Three years after catastrophic earthquake, Haiti remains stricken with poverty, disease

Lora Iannotti, PhD, assistant professor at the Brown School at Washington University in St. Louis, was working in Haiti when an earthquake devastated that country three years ago this month. She has been back to Haiti 10 times since Jan. 12, 2010, and says the country is “literally aching for public health expertise, yet not one public health degree program exists anywhere.”

Global citizenship in a borderless world

Richard Heinzl, M.D., founder of Doctors without Borders, Canada, will present a talk, “Lessons from Abroad: The Opportunities of a Borderless World” at 7:30 p.m., Monday, Nov. 8 at Graham Chapel on the Danforth Campus.The event is co-sponsored by the Weidenbaum Center on the Economy, Government and Public Policy, the Gephardt Institute for Public Service and the School of Medicine

Brown School professor survives Haiti earthquake

Two days before the Haiti earthquake, Lora Iannotti, Ph.D., nutrition and public health expert from the Brown School at Washington University in St. Louis, traveled to Port-au-Prince and Leogane, Haiti, to continue her research about undernutrition and disease prevention in young children. The massive tremor changed her focus from research for the future to survival, with her team helping children in the aftermath of the quake.

Reversing malnutrition a spoonful at a time

Patricia Wolff examines a young patient in her pediatric clinic in Cap Haitien, Haiti.Swollen bellies, orange hair, listlessness and dull eyes — these are the traits of child malnutrition in Haiti, the poorest country in the Western Hemisphere and where roughly one of every three children is chronically malnourished. To try to change that statistic, Patricia Wolff, associate clinical professor of pediatrics, founded Meds & Food for Kids in 2004.

Reversing malnutrition a spoonful at a time

Patricia Wolff examines a young patient in her pediatric clinic in Cap Haitien, Haiti.Swollen bellies, orange hair, listlessness and dull eyes — these are the traits of child malnutrition in Haiti, the poorest country in the Western Hemisphere and where roughly one of every three children is chronically malnourished. To try to change that statistic, Patricia A. Wolff, M.D., associate clinical professor of pediatrics at Washington University School of Medicine in St. Louis, founded Meds & Food for Kids (MFK) in 2004.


_Required work_. Would you output the whole of the data exactly?

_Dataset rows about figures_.
■ ■ ■ ■

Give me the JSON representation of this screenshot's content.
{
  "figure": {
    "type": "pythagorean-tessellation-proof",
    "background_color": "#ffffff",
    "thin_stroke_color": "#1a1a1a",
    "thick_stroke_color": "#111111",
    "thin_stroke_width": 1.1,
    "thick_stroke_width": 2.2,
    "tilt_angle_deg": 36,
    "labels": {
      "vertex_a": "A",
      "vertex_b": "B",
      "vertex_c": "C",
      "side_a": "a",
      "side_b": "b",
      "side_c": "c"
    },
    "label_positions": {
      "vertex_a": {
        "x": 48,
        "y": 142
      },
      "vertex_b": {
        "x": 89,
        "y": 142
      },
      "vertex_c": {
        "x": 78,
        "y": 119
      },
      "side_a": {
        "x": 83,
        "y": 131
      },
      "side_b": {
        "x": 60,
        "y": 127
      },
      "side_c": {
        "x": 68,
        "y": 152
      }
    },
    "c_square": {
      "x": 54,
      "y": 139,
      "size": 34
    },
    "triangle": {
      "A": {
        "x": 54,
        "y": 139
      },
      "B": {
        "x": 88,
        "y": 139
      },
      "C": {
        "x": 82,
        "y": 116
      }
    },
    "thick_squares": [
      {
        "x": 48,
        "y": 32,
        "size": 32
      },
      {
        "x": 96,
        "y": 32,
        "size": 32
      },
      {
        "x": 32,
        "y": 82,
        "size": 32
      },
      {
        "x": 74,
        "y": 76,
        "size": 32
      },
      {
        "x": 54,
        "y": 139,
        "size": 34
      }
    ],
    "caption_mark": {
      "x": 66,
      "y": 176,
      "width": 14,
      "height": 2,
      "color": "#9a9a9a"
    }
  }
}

■ ■ ■ ■

_Finished task_.
Give me the JSON representation of this screenshot's content.
{
  "figure": {
    "type": "pythagorean-tessellation-proof",
    "background_color": "#ffffff",
    "thin_stroke_color": "#1a1a1a",
    "thick_stroke_color": "#111111",
    "thin_stroke_width": 1.1,
    "thick_stroke_width": 2.2,
    "tilt_angle_deg": 36,
    "labels": {
      "vertex_a": "A",
      "vertex_b": "B",
      "vertex_c": "C",
      "side_a": "a",
      "side_b": "b",
      "side_c": "c"
    },
    "label_positions": {
      "vertex_a": {
        "x": 48,
        "y": 142
      },
      "vertex_b": {
        "x": 89,
        "y": 142
      },
      "vertex_c": {
        "x": 78,
        "y": 119
      },
      "side_a": {
        "x": 83,
        "y": 131
      },
      "side_b": {
        "x": 60,
        "y": 127
      },
      "side_c": {
        "x": 68,
        "y": 152
      }
    },
    "c_square": {
      "x": 54,
      "y": 139,
      "size": 34
    },
    "triangle": {
      "A": {
        "x": 54,
        "y": 139
      },
      "B": {
        "x": 88,
        "y": 139
      },
      "C": {
        "x": 82,
        "y": 116
      }
    },
    "thick_squares": [
      {
        "x": 48,
        "y": 32,
        "size": 32
      },
      {
        "x": 96,
        "y": 32,
        "size": 32
      },
      {
        "x": 32,
        "y": 82,
        "size": 32
      },
      {
        "x": 74,
        "y": 76,
        "size": 32
      },
      {
        "x": 54,
        "y": 139,
        "size": 34
      }
    ],
    "caption_mark": {
      "x": 66,
      "y": 176,
      "width": 14,
      "height": 2,
      "color": "#9a9a9a"
    }
  }
}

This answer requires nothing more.